©picture by scribbles (Marye McKenney)

Thursday, August 21, 2014

A Post Within a Post

This is supposed to be a post about Elizabeth Camden's book With Every Breath, and it will be. But first, I need to share some information about why this book affected me the way it did.

Nearly eleven years ago, I was diagnosed with a chronic illness--one of those rare conditions that no one has heard about and doctors don't know enough about. I've had two major surgeries in connection with my disease, five minor procedures, radiation treatments, and monthly injections just to keep this under control. As you would guess, there is no cure for this, no real remission, and untreated, it could destroy my heart. However, the treatments destroyed my gall bladder. You might think there is no upside to this, but you'd be wrong. I meet incredible people, I have around me a wonderful group of doctors who have dedicated themselves to researching my disease and to being my advocate, and most importantly, I have grown spiritually.

When I started reading With Every Breath, I was captivated from the very first page. When I got a little more into it, I found that one of the main characters, Dr Kendall, was fighting to cure a very contagious, debilitating, chronic disease. He hired a spitfire woman that he competed against all the way through school named Kate Livingstone to be his research assistant. Kate was taken completely by surprise when she showed up for her interview with Dr Kendall to find he was the horrible Trevor McDonough, the one who beat her out of the college scholarship when they were graduating high school. When she began working for Trevor, it was hard for her to look past the past and see what was before her. She was having a hard time trusting Trevor, getting over the scholarship test, and not falling in love with him. She was also having a hard time with fear, fear that he would catch the disease he was trying to cure, and fear that if she fell in love with him that he wouldn't be around for long. When things start happening to discredit his research, his practice, and his treatments, Kate's whole family gets involved--false evidence is planted in Kate's room at her parents' boarding house, Kate's brother becomes one of the guards trying to find out the culprit behind all the events.

One of my favorite parts in the book is when Kate is trying to get Trevor to understand her fear for him, she dares him to take on researching something else instead. Elizabeth has written a moving, elegant book with competition, romance, and a bit of mystery thrown in to boot. The characters are sympathetic and easily relatable. The plot lines completely involve the reader--it is so hard to put this book down.

Five Stars, Two Thumbs Up, and a double dog dare!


◆ **WHAT THE TASK ASKS**: Among the entries that follow, find the lines containing the string "Receptor" and copy them.

◆ **DATA RECORDS**:
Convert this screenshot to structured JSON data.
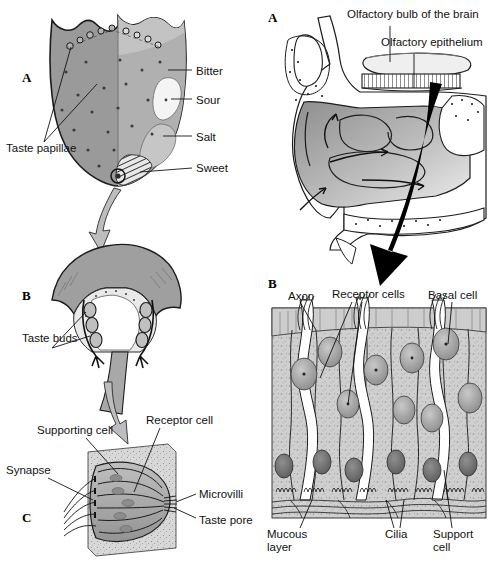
{
  "figure": {
    "style": "grayscale line-and-tone textbook illustration",
    "panels": [
      {
        "id": "left-A",
        "letter": "A",
        "subject": "tongue dorsal surface with taste zones"
      },
      {
        "id": "left-B",
        "letter": "B",
        "subject": "circumvallate papilla cross-section"
      },
      {
        "id": "left-C",
        "letter": "C",
        "subject": "taste bud detail"
      },
      {
        "id": "right-A",
        "letter": "A",
        "subject": "sagittal nasal cavity"
      },
      {
        "id": "right-B",
        "letter": "B",
        "subject": "olfactory epithelium cells"
      }
    ]
  },
  "tongue": {
    "panel_letter": "A",
    "zone_labels": [
      {
        "text": "Bitter",
        "x": 196,
        "y": 67
      },
      {
        "text": "Sour",
        "x": 196,
        "y": 96
      },
      {
        "text": "Salt",
        "x": 196,
        "y": 133
      },
      {
        "text": "Sweet",
        "x": 196,
        "y": 164
      }
    ],
    "papillae_label": "Taste papillae"
  },
  "papilla": {
    "panel_letter": "B",
    "label": "Taste buds"
  },
  "tastebud": {
    "panel_letter": "C",
    "labels": [
      {
        "text": "Supporting cell",
        "x": 37,
        "y": 428
      },
      {
        "text": "Receptor cell",
        "x": 146,
        "y": 418
      },
      {
        "text": "Synapse",
        "x": 8,
        "y": 468
      },
      {
        "text": "Microvilli",
        "x": 200,
        "y": 492
      },
      {
        "text": "Taste pore",
        "x": 200,
        "y": 518
      }
    ]
  },
  "nasal": {
    "panel_letter": "A",
    "labels": [
      {
        "text": "Olfactory bulb of the brain",
        "x": 348,
        "y": 12
      },
      {
        "text": "Olfactory epithelium",
        "x": 382,
        "y": 40
      }
    ]
  },
  "epithelium": {
    "panel_letter": "B",
    "top_labels": [
      {
        "text": "Axon",
        "x": 289,
        "y": 295
      },
      {
        "text": "Receptor cells",
        "x": 333,
        "y": 292
      },
      {
        "text": "Basal cell",
        "x": 430,
        "y": 293
      }
    ],
    "bottom_labels": [
      {
        "text": "Mucous layer",
        "x": 268,
        "y": 532
      },
      {
        "text": "Cilia",
        "x": 386,
        "y": 532
      },
      {
        "text": "Support cell",
        "x": 434,
        "y": 532
      }
    ]
  },
  "colors": {
    "ink": "#111111",
    "tongue_body": "#9a9a9a",
    "tongue_back": "#b9b9b9",
    "sour_patch": "#f2f2f2",
    "salt_patch": "#c2c2c2",
    "tissue_light": "#dcdcdc",
    "arrow_gray": "#b0b0b0",
    "arrow_black": "#000000"
  }
}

◆ **REPLY TO THE TASK**:
        "text": "Receptor cell",
        "text": "Receptor cells",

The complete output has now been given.